IDF Is Shocked By Shin Bet’s Report: “We Have No Knowledge About This”

Shin Bet chief Ronen Bar. (IDF spokesperson)

The IDF was shocked by part of the Shin Bet report published on Tuesday that revealed an exceptional operational incident that according to them, was completely unknown to them, Army Radio reported.

The Shin Bet’s internal report on its failure to predict or prevent the  October 7 massacre stated that in the days following the massacre, “The Shin Bet sent a dedicated force to the north in preparation for a possible Radwan Force infiltration. This force encountered terrorists and Shin Bet personnel were also injured there.”

Senior officials in the IDF and the Northern Command responded to the report by saying: “We are not familiar with this event. The IDF is not aware of any encounter between Hezbollah terrorists and Shin Bet personnel in the first days of the war.”

It should be noted that after the publication of the investigation, the IDF contacted the Shin Bet requesting clarification.

Many media outlets and politicians excoriated the Shin Bet investigation which pointed fingers at other entities and tried to place the blame for the colossal failure on others.

Army Radio military correspondent Doron Kadosh wrote that the “Shin Bet made good use of being a secret organization to publish a document of ‘main points of investigation,’ most of which blames other factors. It is noticeable that an effort was made to extract one bottom line: ‘We failed, but…’ We failed but the political echelon is more to blame because it led a policy of containment towards the Gaza Strip. We failed but the political echelon did not listen to us all these years when we pushed to carry out targeted killings in the Strip.”

Kadosh noted that important details are missing in the report regarding the organization’s conduct on the fateful night of the attack. “If the Shin Bet believed that this was such important information that required a change in preparation – why did its two representatives in the command’s situational assessment not add a single word to the statements of the intelligence officers from the Southern Command and Gaza Division and challenge them even slightly? And why did the Shin Bet refrain from mentioning this?”

In addition, he noted the contradiction between what the Shin Bet claimed were its positions over the years and its actual actions: “How can the unbelievable gap between so many ‘correct’ and ‘sober’ perceptions presented by the Shin Bet and the fact that the organization supported the moves of the political echelon in the Gaza Strip in recent years be explained? [The Shin Bet chief supported civilian measures for the Gaza Strip, supported the ‘understandings’ that were reached shortly before 7/10, and also supported the entry of Gazan workers].”

Kadosh also criticized the fact that the investigation ignores the central issue of the Gazan workers who entered Israel in the years before the massacre: “Did the workers who entered Israel help Hamas and collect intelligence?
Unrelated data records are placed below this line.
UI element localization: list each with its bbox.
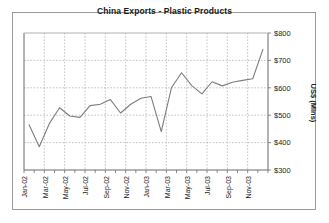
x-tick-label: Jan-02: [21, 176, 28, 198]
x-tick-label: Sep-03: [225, 176, 233, 199]
x-tick-label: Sep-02: [103, 176, 111, 199]
x-gridlines: [44, 33, 247, 170]
x-tick-labels: Jan-02Mar-02May-02Jul-02Sep-02Nov-02Jan-…: [21, 176, 252, 199]
x-tick-label: Mar-02: [42, 176, 49, 198]
y-tick-label: $400: [274, 138, 291, 147]
y-tick-label: $500: [274, 111, 291, 120]
y-tick-label: $600: [274, 84, 291, 93]
x-tick-label: Jul-02: [82, 176, 89, 195]
x-tick-label: May-02: [62, 176, 70, 199]
y-tick-label: $800: [274, 29, 291, 38]
y-axis-title: US$ (Mlns): [309, 84, 318, 123]
y-tick-labels: $300$400$500$600$700$800: [274, 29, 291, 175]
y-tick-label: $300: [274, 166, 291, 175]
x-tick-label: Nov-03: [245, 176, 252, 199]
y-tick-label: $700: [274, 56, 291, 65]
line-chart: $300$400$500$600$700$800 Jan-02Mar-02May…: [0, 0, 329, 223]
x-tick-label: Jan-03: [143, 176, 150, 198]
chart-page: China Exports - Plastic Products $300$40…: [0, 0, 329, 223]
x-tick-label: Nov-02: [123, 176, 130, 199]
x-tick-label: May-03: [184, 176, 192, 199]
x-tick-label: Mar-03: [164, 176, 171, 198]
x-tick-label: Jul-03: [204, 176, 211, 195]
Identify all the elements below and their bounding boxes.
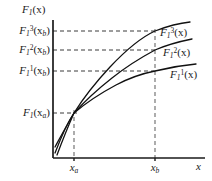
curve-label-f1-superscript-2: F12(x) <box>163 47 190 60</box>
x-axis-title: x <box>196 161 201 172</box>
curve-f1-superscript-3 <box>55 22 190 153</box>
vertical-guide-lines <box>74 29 155 158</box>
y-tick-label-f1-xb: F11(xb) <box>2 65 50 78</box>
y-axis-title: F1(x) <box>22 4 45 16</box>
x-tick-label-xb: xb <box>151 162 160 174</box>
x-tick-label-xa: xa <box>70 162 79 174</box>
curve-label-f1-superscript-1: F11(x) <box>170 69 197 82</box>
y-tick-label-f-xa: F1(xa) <box>2 107 50 119</box>
y-tick-label-f3-xb: F13(xb) <box>2 25 50 38</box>
curve-group <box>55 22 196 155</box>
curve-label-f1-superscript-3: F13(x) <box>160 27 187 40</box>
figure-container: F1(x) F13(xb) F12(xb) F11(xb) F1(xa) xa … <box>0 0 212 181</box>
y-tick-label-f2-xb: F12(xb) <box>2 44 50 57</box>
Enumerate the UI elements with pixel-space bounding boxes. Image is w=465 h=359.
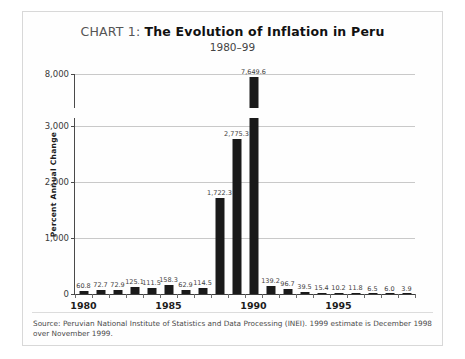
bar-value-label: 6.0 xyxy=(384,285,394,293)
bar-group[interactable]: 72.9 xyxy=(109,74,126,294)
bar-group[interactable]: 2,775.3 xyxy=(228,74,245,294)
x-axis-tick xyxy=(194,294,195,298)
bar[interactable] xyxy=(164,285,173,294)
bar-group[interactable]: 11.8 xyxy=(347,74,364,294)
x-axis-tick xyxy=(109,294,110,298)
bar[interactable] xyxy=(266,286,275,294)
bar-value-label: 10.2 xyxy=(331,284,345,292)
bar[interactable] xyxy=(300,292,309,294)
bar-group[interactable]: 1,722.3 xyxy=(211,74,228,294)
bar[interactable] xyxy=(249,118,258,294)
y-axis-tick-label: 0 xyxy=(64,289,69,299)
chart-title-block: CHART 1: The Evolution of Inflation in P… xyxy=(23,24,442,54)
y-axis-tick-label: 2,000 xyxy=(45,177,69,187)
bar[interactable] xyxy=(147,288,156,294)
x-axis-tick xyxy=(211,294,212,298)
x-axis-tick xyxy=(415,294,416,298)
bar[interactable] xyxy=(317,293,326,295)
bar-group[interactable]: 72.7 xyxy=(92,74,109,294)
bar-value-label: 72.9 xyxy=(110,281,124,289)
bar[interactable] xyxy=(351,293,360,295)
bar-group[interactable]: 62.9 xyxy=(177,74,194,294)
chart-figure: CHART 1: The Evolution of Inflation in P… xyxy=(22,11,443,346)
x-axis-tick xyxy=(313,294,314,298)
plot-area: 01,0002,0003,0008,00060.872.772.9125.111… xyxy=(75,74,415,294)
bar-value-label: 96.7 xyxy=(280,280,294,288)
y-axis-tick-label: 3,000 xyxy=(45,121,69,131)
x-axis-tick xyxy=(245,294,246,298)
x-axis-tick xyxy=(177,294,178,298)
source-note: Source: Peruvian National Institute of S… xyxy=(33,319,432,339)
bar[interactable] xyxy=(334,293,343,295)
chart-title-main: The Evolution of Inflation in Peru xyxy=(144,24,384,39)
bar-value-label: 125.1 xyxy=(125,278,144,286)
bar-value-label: 72.7 xyxy=(93,281,107,289)
bar-group[interactable]: 6.0 xyxy=(381,74,398,294)
bar-value-label: 11.8 xyxy=(348,284,362,292)
y-axis-tick-label: 8,000 xyxy=(45,69,69,79)
bar[interactable] xyxy=(181,290,190,294)
bar-group[interactable]: 114.5 xyxy=(194,74,211,294)
bar[interactable] xyxy=(368,293,377,295)
bar-value-label: 15.4 xyxy=(314,284,328,292)
x-axis-tick xyxy=(398,294,399,298)
x-axis-tick xyxy=(92,294,93,298)
chart-subtitle: 1980–99 xyxy=(23,41,442,54)
x-axis-tick xyxy=(228,294,229,298)
bar-group[interactable]: 6.5 xyxy=(364,74,381,294)
bar[interactable] xyxy=(96,290,105,294)
bar[interactable] xyxy=(385,293,394,295)
x-axis-tick-label: 1990 xyxy=(240,300,266,311)
x-axis-tick xyxy=(126,294,127,298)
bar-group[interactable]: 139.2 xyxy=(262,74,279,294)
source-divider xyxy=(32,312,433,313)
bar-value-label: 60.8 xyxy=(76,282,90,290)
y-axis-tick-label: 1,000 xyxy=(45,233,69,243)
x-axis-tick xyxy=(364,294,365,298)
bar-cap-above-axis-break[interactable] xyxy=(249,77,258,108)
bar-value-label: 3.9 xyxy=(401,285,411,293)
x-axis-tick xyxy=(143,294,144,298)
bar[interactable] xyxy=(198,288,207,294)
chart-number-label: CHART 1: xyxy=(80,24,144,39)
bar-group[interactable]: 10.2 xyxy=(330,74,347,294)
bar-value-label: 114.5 xyxy=(193,279,212,287)
bar[interactable] xyxy=(79,291,88,294)
bar-group[interactable]: 15.4 xyxy=(313,74,330,294)
x-axis-tick xyxy=(75,294,76,298)
bar-value-label: 111.5 xyxy=(142,279,161,287)
bar-group[interactable]: 111.5 xyxy=(143,74,160,294)
bar-group[interactable]: 125.1 xyxy=(126,74,143,294)
bar-group[interactable]: 3.9 xyxy=(398,74,415,294)
x-axis-tick xyxy=(347,294,348,298)
x-axis-tick-label: 1995 xyxy=(325,300,351,311)
x-axis-tick xyxy=(160,294,161,298)
x-axis-tick xyxy=(296,294,297,298)
bar[interactable] xyxy=(283,289,292,294)
x-axis-tick xyxy=(381,294,382,298)
bar-group[interactable]: 60.8 xyxy=(75,74,92,294)
x-axis-tick-label: 1980 xyxy=(70,300,96,311)
x-axis-tick xyxy=(330,294,331,298)
bar-group[interactable]: 7,649.6 xyxy=(245,74,262,294)
bar[interactable] xyxy=(130,287,139,294)
bar[interactable] xyxy=(113,290,122,294)
bar-group[interactable]: 96.7 xyxy=(279,74,296,294)
bar-group[interactable]: 39.5 xyxy=(296,74,313,294)
bar[interactable] xyxy=(215,198,224,294)
x-axis-tick-label: 1985 xyxy=(155,300,181,311)
bar-value-label: 62.9 xyxy=(178,281,192,289)
bar-value-label: 6.5 xyxy=(367,285,377,293)
bar[interactable] xyxy=(232,139,241,294)
x-axis-tick xyxy=(279,294,280,298)
x-axis-tick xyxy=(262,294,263,298)
bar-value-label: 139.2 xyxy=(261,277,280,285)
bar-value-label: 158.3 xyxy=(159,276,178,284)
bar-group[interactable]: 158.3 xyxy=(160,74,177,294)
chart-title: CHART 1: The Evolution of Inflation in P… xyxy=(23,24,442,39)
bar-value-label: 39.5 xyxy=(297,283,311,291)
Did these workers, under the nose, and with the approval of the Shin Bet, become Hamas agents in Israeli territory?”

“After 16 long months of waiting, the Shin Bet, which failed, could have provided the Israeli public with a more incisive, fairer investigation, which takes full accountability, and without ‘but’. Unfortunately, this was not done,” Kadosh emphasized.

The Shin Bet’s report on the October 7 massacre revealed that if the organization had acted differently in the years leading up to the attack and on the night of the attack, both professionally and managerially, the massacre could have been prevented. “This is not the standard we expected of ourselves and the public expected of us,” Shin Bet chief Ronen Bar stated. However, as noted above, he spent much of the report blaming other factors, especially the political echelon.